As a brigadier, Lacy bore a distinguished part in the battles of Reichenberg and of Prague, and in all the operations consequent to the invasion of Bohemia by Frederick the Great, whose policy it was ever to keep the scene of his wars as far as possible from his own territory; thus his army entered the Bohemian frontier in four columns, from Saxony, Misnia, Lusatia, and Silesia, under himself and Marshal Keith; Prince Maurice, of Anhalt Dessau; Prince Ferdinand, of Brunswick-Bavern; and the aged Marshal Schwerin. The division of the latter entered in five brigades, at five different places, and won the dangerous defile of Gulder Oelse from the Pandours, at the point of the bayonet.
Everywhere the Austrians were driven back before this sudden torrent of Prussian soldiers, who advanced against the position of Count Konigsegg at Reichenberg, where 28,000 men were formed in order of battle, under cover of strong redoubts, and among steep mountains covered with dense forests. But the lines were stormed and the Austrians defeated, with the loss of 1000 killed, among whom were two counts, a prince, and a general, while twenty officers, four hundred soldiers, and three standards were taken as an augury of greater victories. On hearing of this defeat, Leopold Daun marched with all speed from Moravia to reinforce the main body of the Austrians, which, when joined by the regiments of Prague and Bavern, mustered 100,000 men. Making a feint towards Egra (which drew off 20,000 Austrians in that direction), the King of Prussia and Marshal Keith marched against the other troops of the Empress-Queen; and, crossing the Moldau on the 5th May, turned the flank of the Imperialists, under the famous Ulysses Count Brown, whose steady defence made the Prussians waver and fall back.
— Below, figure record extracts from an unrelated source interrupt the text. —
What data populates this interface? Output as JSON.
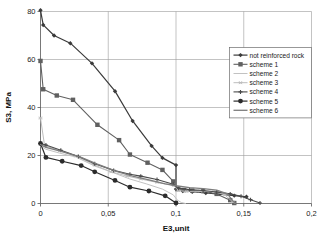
{
  "chart_data": {
    "type": "line",
    "title": "",
    "xlabel": "E3,unit",
    "ylabel": "S3, MPa",
    "xlim": [
      0,
      0.2
    ],
    "ylim": [
      0,
      80
    ],
    "xticks": [
      0,
      0.05,
      0.1,
      0.15,
      0.2
    ],
    "xticklabels": [
      "0",
      "0,05",
      "0,1",
      "0,15",
      "0,2"
    ],
    "yticks": [
      0,
      20,
      40,
      60,
      80
    ],
    "yticklabels": [
      "0",
      "20",
      "40",
      "60",
      "80"
    ],
    "grid": true,
    "legend_position": "upper right",
    "series": [
      {
        "name": "not reinforced rock",
        "color": "#3a3a3a",
        "width": 1.2,
        "marker": "diamond",
        "marker_size": 2.2,
        "points": [
          [
            0.0,
            80.5
          ],
          [
            0.002,
            74.4
          ],
          [
            0.01,
            70.0
          ],
          [
            0.022,
            66.8
          ],
          [
            0.038,
            58.4
          ],
          [
            0.055,
            46.8
          ],
          [
            0.068,
            34.4
          ],
          [
            0.082,
            24.0
          ],
          [
            0.09,
            19.0
          ],
          [
            0.1,
            16.0
          ],
          [
            0.1,
            6.0
          ],
          [
            0.105,
            5.2
          ],
          [
            0.112,
            4.9
          ],
          [
            0.122,
            4.4
          ],
          [
            0.132,
            3.9
          ],
          [
            0.143,
            3.3
          ],
          [
            0.152,
            2.8
          ]
        ]
      },
      {
        "name": "scheme 1",
        "color": "#606060",
        "width": 1.1,
        "marker": "square",
        "marker_size": 2.2,
        "points": [
          [
            0.0,
            59.4
          ],
          [
            0.002,
            47.6
          ],
          [
            0.012,
            45.0
          ],
          [
            0.024,
            43.2
          ],
          [
            0.042,
            32.8
          ],
          [
            0.058,
            26.4
          ],
          [
            0.066,
            20.4
          ],
          [
            0.079,
            17.0
          ],
          [
            0.09,
            14.0
          ],
          [
            0.098,
            9.2
          ],
          [
            0.101,
            6.0
          ],
          [
            0.106,
            5.6
          ],
          [
            0.112,
            5.4
          ],
          [
            0.12,
            5.2
          ],
          [
            0.13,
            4.0
          ],
          [
            0.14,
            1.4
          ],
          [
            0.143,
            0.2
          ]
        ]
      },
      {
        "name": "scheme 2",
        "color": "#c2c2c2",
        "width": 1.0,
        "marker": "none",
        "marker_size": 0,
        "points": [
          [
            0.0,
            24.0
          ],
          [
            0.004,
            22.6
          ],
          [
            0.014,
            21.0
          ],
          [
            0.026,
            19.4
          ],
          [
            0.04,
            15.6
          ],
          [
            0.054,
            12.8
          ],
          [
            0.066,
            10.2
          ],
          [
            0.078,
            8.2
          ],
          [
            0.09,
            6.0
          ],
          [
            0.098,
            3.6
          ],
          [
            0.101,
            1.4
          ],
          [
            0.104,
            0.4
          ],
          [
            0.107,
            0.0
          ]
        ]
      },
      {
        "name": "scheme 3",
        "color": "#bdbdbd",
        "width": 1.0,
        "marker": "star",
        "marker_size": 2.0,
        "points": [
          [
            0.0,
            35.6
          ],
          [
            0.003,
            24.2
          ],
          [
            0.014,
            22.0
          ],
          [
            0.026,
            19.8
          ],
          [
            0.04,
            16.0
          ],
          [
            0.052,
            13.2
          ],
          [
            0.064,
            11.4
          ],
          [
            0.074,
            10.2
          ],
          [
            0.086,
            8.8
          ],
          [
            0.098,
            7.6
          ],
          [
            0.102,
            5.4
          ],
          [
            0.108,
            5.0
          ],
          [
            0.118,
            5.2
          ],
          [
            0.128,
            5.0
          ],
          [
            0.136,
            3.6
          ],
          [
            0.142,
            0.6
          ]
        ]
      },
      {
        "name": "scheme 4",
        "color": "#4a4a4a",
        "width": 1.1,
        "marker": "cross",
        "marker_size": 2.0,
        "points": [
          [
            0.0,
            25.0
          ],
          [
            0.004,
            24.4
          ],
          [
            0.015,
            22.2
          ],
          [
            0.028,
            19.6
          ],
          [
            0.04,
            16.6
          ],
          [
            0.054,
            13.8
          ],
          [
            0.066,
            12.2
          ],
          [
            0.074,
            11.4
          ],
          [
            0.086,
            10.0
          ],
          [
            0.098,
            8.0
          ],
          [
            0.102,
            6.4
          ],
          [
            0.11,
            5.8
          ],
          [
            0.12,
            5.4
          ],
          [
            0.13,
            4.8
          ],
          [
            0.14,
            4.0
          ],
          [
            0.148,
            3.0
          ],
          [
            0.155,
            1.6
          ],
          [
            0.162,
            0.2
          ]
        ]
      },
      {
        "name": "scheme 5",
        "color": "#2b2b2b",
        "width": 1.2,
        "marker": "circle",
        "marker_size": 2.4,
        "points": [
          [
            0.0,
            25.0
          ],
          [
            0.004,
            19.2
          ],
          [
            0.016,
            17.6
          ],
          [
            0.03,
            15.8
          ],
          [
            0.04,
            13.2
          ],
          [
            0.055,
            9.6
          ],
          [
            0.066,
            6.8
          ],
          [
            0.08,
            5.2
          ],
          [
            0.092,
            3.2
          ],
          [
            0.1,
            0.2
          ]
        ]
      },
      {
        "name": "scheme 6",
        "color": "#7d7d7d",
        "width": 1.3,
        "marker": "none",
        "marker_size": 0,
        "points": [
          [
            0.0,
            24.6
          ],
          [
            0.004,
            23.4
          ],
          [
            0.016,
            21.6
          ],
          [
            0.03,
            19.2
          ],
          [
            0.042,
            16.4
          ],
          [
            0.056,
            13.4
          ],
          [
            0.068,
            11.4
          ],
          [
            0.08,
            9.8
          ],
          [
            0.092,
            8.2
          ],
          [
            0.1,
            7.4
          ],
          [
            0.11,
            6.6
          ],
          [
            0.12,
            6.2
          ],
          [
            0.13,
            5.6
          ],
          [
            0.138,
            4.0
          ],
          [
            0.142,
            1.0
          ],
          [
            0.144,
            0.0
          ]
        ]
      }
    ]
  },
  "legend": {
    "entries": [
      {
        "label": "not reinforced rock"
      },
      {
        "label": "scheme 1"
      },
      {
        "label": "scheme 2"
      },
      {
        "label": "scheme 3"
      },
      {
        "label": "scheme 4"
      },
      {
        "label": "scheme 5"
      },
      {
        "label": "scheme 6"
      }
    ]
  }
}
On this the venerable Marshal Schwerin, then in his eighty-second year, stung by the unmerited reproaches of the king, who urged him to advance, dismounted in the marshy ground, and taking an infantry standard in his hand, cried, "Let all brave Prussians follow me!"
But at that moment an Austrian bullet pierced his breast; and falling thus, covered with years and glory, he closed a long career of faithful military service; but the Prussian foot pressed furiously on, and after three charges totally routed the Austrians, whose general, Count Brown, also received his mortal wound, as already related.